Latest report from India's regulator shows the country's intense competition is eroding the mobile operators' ARPU levels

April 9, 2010

3 Min Read
India's Mobile ARPU on the Slide

It's already well known and documented, but the latest quarterly Indian Telecom Services Performance Indicators report from the Telecom Regulatory Authority of India (TRAI) , which covers the final three months of 2009, shows how intensifying competition is hitting the ARPU (average revenue per user) levels at India's mobile operators.

According to the report's statistics, the monthly ARPU levels for GSM service users in India decreased by 12.4 percent to 144 Indian Rupees (US$3.26), compared with the aggregate ARPU level of INR164 ($3.71) in the three months to the end of September. During the first three months of 2009, the GSM ARPU level was INR205 ($4.64).

The CDMA service ARPU level also dipped during the fourth quarter, by more than 7 percent to INR82 ($1.86).

ARPU levels have been in steady decline for some time as more and more operators entered the market and subscriber numbers grew (there were more than 525 million mobile lines activated at the end of 2009), but this sharp drop can be attributed to the tariff war started by Tata Teleservices Ltd. in June 2009.

And ARPU levels aren't set to stabilize any time soon, according to a recent report from Pyramid Research . It estimates that ARPU levels will continue to decrease during the next four years, though the rate of decline will tail off as each year passes.

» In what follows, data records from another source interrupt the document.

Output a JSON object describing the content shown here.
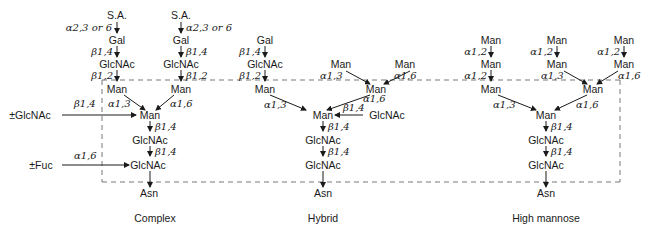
{
  "structures": [
    {
      "name": "Complex",
      "residues": {
        "sa_left": "S.A.",
        "sa_right": "S.A.",
        "gal_left": "Gal",
        "gal_right": "Gal",
        "glcnac_left": "GlcNAc",
        "glcnac_right": "GlcNAc",
        "man_left": "Man",
        "man_right": "Man",
        "man_core": "Man",
        "glcnac_core1": "GlcNAc",
        "glcnac_core2": "GlcNAc",
        "asn": "Asn",
        "opt_glcnac": "±GlcNAc",
        "opt_fuc": "±Fuc"
      },
      "linkages": {
        "sa_gal_left": "α2,3 or 6",
        "sa_gal_right": "α2,3 or 6",
        "gal_glcnac_left": "β1,4",
        "gal_glcnac_right": "β1,4",
        "glcnac_man_left": "β1,2",
        "glcnac_man_right": "β1,2",
        "man_left_core": "α1,3",
        "man_right_core": "α1,6",
        "bisect": "β1,4",
        "core_man_glcnac": "β1,4",
        "core_glcnac_glcnac": "β1,4",
        "fuc": "α1,6"
      }
    },
    {
      "name": "Hybrid",
      "residues": {
        "gal": "Gal",
        "glcnac_arm": "GlcNAc",
        "man_left": "Man",
        "man_top_a": "Man",
        "man_top_b": "Man",
        "man_right": "Man",
        "man_core": "Man",
        "bisect_glcnac": "GlcNAc",
        "glcnac_core1": "GlcNAc",
        "glcnac_core2": "GlcNAc",
        "asn": "Asn"
      },
      "linkages": {
        "gal_glcnac": "β1,4",
        "glcnac_man": "β1,2",
        "man_top_a": "α1,3",
        "man_top_b": "α1,6",
        "man_left_core": "α1,3",
        "man_right_core": "α1,6",
        "bisect": "β1,4",
        "core_man_glcnac": "β1,4",
        "core_glcnac_glcnac": "β1,4"
      }
    },
    {
      "name": "High mannose",
      "residues": {
        "man_a1": "Man",
        "man_b1": "Man",
        "man_c1": "Man",
        "man_a2": "Man",
        "man_b2": "Man",
        "man_c2": "Man",
        "man_left": "Man",
        "man_right": "Man",
        "man_core": "Man",
        "glcnac_core1": "GlcNAc",
        "glcnac_core2": "GlcNAc",
        "asn": "Asn"
      },
      "linkages": {
        "a12_1": "α1,2",
        "b12_1": "α1,2",
        "c12": "α1,2",
        "a12_2": "α1,2",
        "b13": "α1,3",
        "c16": "α1,6",
        "man_left_core": "α1,3",
        "man_right_core": "α1,6",
        "core_man_glcnac": "β1,4",
        "core_glcnac_glcnac": "β1,4"
      }
    }
  ]
}
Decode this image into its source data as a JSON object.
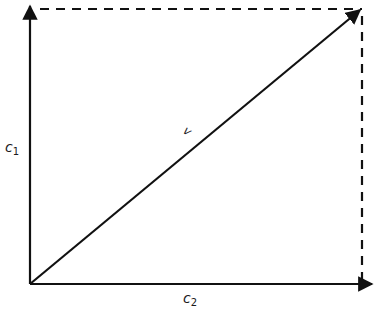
{
  "diagram": {
    "type": "vector-decomposition",
    "labels": {
      "vertical_axis": {
        "base": "c",
        "sub": "1"
      },
      "horizontal_axis": {
        "base": "c",
        "sub": "2"
      },
      "vector": "v"
    },
    "geometry": {
      "origin": [
        30,
        284
      ],
      "vertical_axis_end": [
        30,
        8
      ],
      "horizontal_axis_end": [
        371,
        284
      ],
      "vector_end": [
        359,
        11
      ],
      "dashed_top": {
        "from": [
          40,
          9
        ],
        "to": [
          362,
          9
        ]
      },
      "dashed_right": {
        "from": [
          362,
          14
        ],
        "to": [
          362,
          280
        ]
      }
    },
    "colors": {
      "stroke": "#111111",
      "background": "#ffffff"
    }
  }
}
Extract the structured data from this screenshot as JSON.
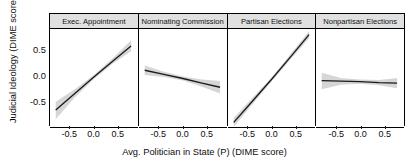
{
  "axes": {
    "ylabel": "Judicial Ideology (DIME score)",
    "xlabel": "Avg. Politician in State (P) (DIME score)",
    "yticks": [
      "0.5",
      "0.0",
      "-0.5"
    ],
    "ytick_values": [
      0.5,
      0.0,
      -0.5
    ],
    "xticks": [
      "-0.5",
      "0.0",
      "0.5"
    ],
    "xtick_values": [
      -0.5,
      0.0,
      0.5
    ]
  },
  "panels": [
    {
      "label": "Exec. Appointment"
    },
    {
      "label": "Nominating Commission"
    },
    {
      "label": "Partisan Elections"
    },
    {
      "label": "Nonpartisan Elections"
    }
  ],
  "colors": {
    "line": "#1a1a1a",
    "ribbon": "#bdbdbd",
    "strip_fill": "#e0e0e0",
    "panel_border": "#000000",
    "background": "#ffffff"
  },
  "chart_data": {
    "type": "line",
    "title": "",
    "xlabel": "Avg. Politician in State (P) (DIME score)",
    "ylabel": "Judicial Ideology (DIME score)",
    "xlim": [
      -0.92,
      0.92
    ],
    "ylim": [
      -0.95,
      0.95
    ],
    "grid": false,
    "legend": "none",
    "facet_variable": "Judicial Selection Method",
    "annotations": "Grey bands are confidence intervals around each fitted regression line.",
    "series": [
      {
        "name": "Exec. Appointment",
        "x": [
          -0.8,
          -0.4,
          0.0,
          0.4,
          0.78
        ],
        "values": [
          -0.62,
          -0.3,
          0.02,
          0.33,
          0.62
        ],
        "ci_low": [
          -0.8,
          -0.38,
          -0.02,
          0.28,
          0.52
        ],
        "ci_high": [
          -0.46,
          -0.22,
          0.06,
          0.39,
          0.73
        ]
      },
      {
        "name": "Nominating Commission",
        "x": [
          -0.8,
          -0.4,
          0.0,
          0.4,
          0.78
        ],
        "values": [
          0.15,
          0.07,
          -0.01,
          -0.1,
          -0.18
        ],
        "ci_low": [
          0.06,
          0.02,
          -0.05,
          -0.17,
          -0.3
        ],
        "ci_high": [
          0.24,
          0.12,
          0.03,
          -0.03,
          -0.06
        ]
      },
      {
        "name": "Partisan Elections",
        "x": [
          -0.8,
          -0.4,
          0.0,
          0.4,
          0.78
        ],
        "values": [
          -0.86,
          -0.44,
          -0.02,
          0.42,
          0.84
        ],
        "ci_low": [
          -0.95,
          -0.5,
          -0.06,
          0.37,
          0.77
        ],
        "ci_high": [
          -0.77,
          -0.38,
          0.02,
          0.47,
          0.91
        ]
      },
      {
        "name": "Nonpartisan Elections",
        "x": [
          -0.8,
          -0.4,
          0.0,
          0.4,
          0.78
        ],
        "values": [
          -0.05,
          -0.06,
          -0.07,
          -0.09,
          -0.1
        ],
        "ci_low": [
          -0.22,
          -0.13,
          -0.11,
          -0.14,
          -0.2
        ],
        "ci_high": [
          0.1,
          0.0,
          -0.03,
          -0.04,
          0.0
        ]
      }
    ]
  }
}
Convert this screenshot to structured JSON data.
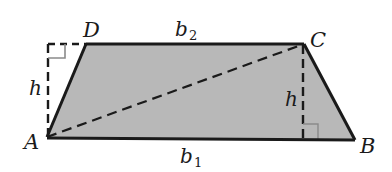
{
  "diagram": {
    "type": "trapezoid-area",
    "fill_color": "#b8b8b8",
    "stroke_color": "#1a1a1a",
    "right_angle_color": "#8a8a8a",
    "vertices": {
      "A": {
        "label": "A",
        "x": 47,
        "y": 137
      },
      "B": {
        "label": "B",
        "x": 355,
        "y": 140
      },
      "C": {
        "label": "C",
        "x": 304,
        "y": 44
      },
      "D": {
        "label": "D",
        "x": 86,
        "y": 44
      }
    },
    "labels": {
      "A": "A",
      "B": "B",
      "C": "C",
      "D": "D",
      "top_base": "b",
      "top_base_sub": "2",
      "bottom_base": "b",
      "bottom_base_sub": "1",
      "height_left": "h",
      "height_right": "h"
    },
    "segments": [
      {
        "name": "base-b1",
        "from": "A",
        "to": "B",
        "style": "solid"
      },
      {
        "name": "base-b2",
        "from": "D",
        "to": "C",
        "style": "solid"
      },
      {
        "name": "leg-AD",
        "from": "A",
        "to": "D",
        "style": "solid"
      },
      {
        "name": "leg-CB",
        "from": "C",
        "to": "B",
        "style": "solid"
      },
      {
        "name": "diagonal-AC",
        "from": "A",
        "to": "C",
        "style": "dashed"
      },
      {
        "name": "height-left",
        "style": "dashed"
      },
      {
        "name": "height-right",
        "style": "dashed"
      }
    ]
  }
}
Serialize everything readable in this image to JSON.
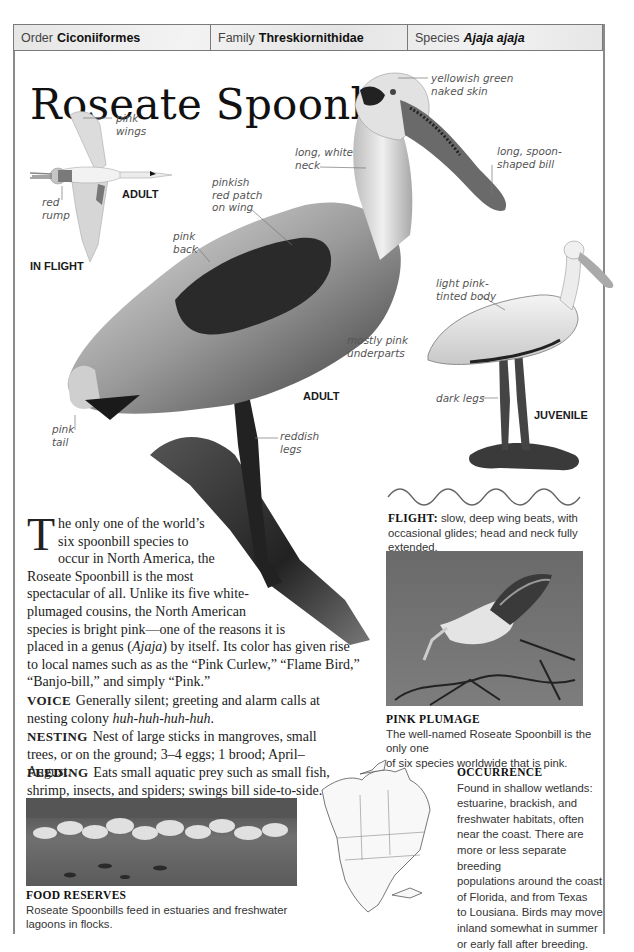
{
  "header": {
    "order_label": "Order",
    "order_value": "Ciconiiformes",
    "family_label": "Family",
    "family_value": "Threskiornithidae",
    "species_label": "Species",
    "species_value": "Ajaja ajaja"
  },
  "title": "Roseate Spoonbill",
  "illustration_labels": {
    "in_flight": {
      "pink_wings_1": "pink",
      "pink_wings_2": "wings",
      "red_rump_1": "red",
      "red_rump_2": "rump",
      "adult_tag": "ADULT",
      "in_flight_tag": "IN FLIGHT"
    },
    "adult": {
      "naked_skin_1": "yellowish green",
      "naked_skin_2": "naked skin",
      "neck_1": "long, white",
      "neck_2": "neck",
      "bill_1": "long, spoon-",
      "bill_2": "shaped bill",
      "patch_1": "pinkish",
      "patch_2": "red patch",
      "patch_3": "on wing",
      "back_1": "pink",
      "back_2": "back",
      "underparts_1": "mostly pink",
      "underparts_2": "underparts",
      "tail_1": "pink",
      "tail_2": "tail",
      "legs_1": "reddish",
      "legs_2": "legs",
      "adult_tag": "ADULT"
    },
    "juvenile": {
      "body_1": "light pink-",
      "body_2": "tinted body",
      "legs": "dark legs",
      "juvenile_tag": "JUVENILE"
    }
  },
  "flight": {
    "heading": "FLIGHT:",
    "line1": "slow, deep wing beats, with",
    "line2": "occasional glides; head and neck fully extended."
  },
  "intro": {
    "drop_cap": "T",
    "lines": [
      "he only one of the world’s",
      "six spoonbill species to",
      "occur in North America, the",
      "Roseate Spoonbill is the most",
      "spectacular of all. Unlike its five white-",
      "plumaged cousins, the North American",
      "species is bright pink—one of the reasons it is"
    ],
    "line8_a": "placed in a genus (",
    "line8_genus": "Ajaja",
    "line8_b": ") by itself. Its color has given rise",
    "line9": "to local names such as as the “Pink Curlew,” “Flame Bird,”",
    "line10": "“Banjo-bill,” and simply “Pink.”"
  },
  "voice": {
    "heading": "VOICE",
    "text": "Generally silent; greeting and alarm calls at nesting colony ",
    "call": "huh-huh-huh-huh",
    "end": "."
  },
  "nesting": {
    "heading": "NESTING",
    "text": "Nest of large sticks in mangroves, small trees, or on the ground; 3–4 eggs; 1 brood; April–August."
  },
  "feeding": {
    "heading": "FEEDING",
    "text": "Eats small aquatic prey such as small fish, shrimp, insects, and spiders; swings bill side-to-side."
  },
  "pink_plumage": {
    "heading": "PINK PLUMAGE",
    "line1": "The well-named Roseate Spoonbill is the only one",
    "line2": "of six species worldwide that is pink."
  },
  "food_reserves": {
    "heading": "FOOD RESERVES",
    "text": "Roseate Spoonbills feed in estuaries and freshwater lagoons in flocks."
  },
  "occurrence": {
    "heading": "OCCURRENCE",
    "lines": [
      "Found in shallow wetlands:",
      "estuarine, brackish, and",
      "freshwater habitats, often",
      "near the coast. There are",
      "more or less separate breeding",
      "populations around the coast",
      "of Florida, and from Texas",
      "to Lousiana. Birds may move",
      "inland somewhat in summer",
      "or early fall after breeding."
    ]
  },
  "colors": {
    "border": "#8a8a8a",
    "header_bg": "#ececec",
    "text": "#222222",
    "label": "#555555"
  }
}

The news comes just as the country's operators wait to see which of them will emerge from the 3G spectrum auction with new airwaves, and attempt to find the right data services strategies to help boost their ARPU levels. (See India 3G: And They're Off! and MTS India Puts Its Faith in Data.)

But it's not only ARPU levels that are dropping: There has also been a decline in the monthly average minutes of usage (MOU) levels too. For GSM it declined by 2.8 percent to 411 minutes per month in the fourth quarter of 2009 from 423 in the previous quarter.

The GSM operators had been expecting the average MOU to rise as tariffs fell, but as this isn't happening it's likely that there has been in increase in the use of multiple pre-paid SIM cards, which means a growth in the number of people using more than one SIM to make and receive calls. The practice is common in India, with some industry sources estimating that while there are more than 525 million activated lines, there are possibly only 350 million to 400 million unique mobile service users.

Among CDMA users, MOU levels grew during the final quarter of 2009, by 3.2 percent to 318 from 308 in the previous three-month period.

Another metric set to rise is the mobile penetration level. With 525 million lines, mobile teledensity stood at 45 percent at the end of 2009, and this has already increased to 47.9 percent at the end of February 2010. The team at Pyramid Research expects the mobile penetration rate to reach nearly 80 percent by the end of 2014.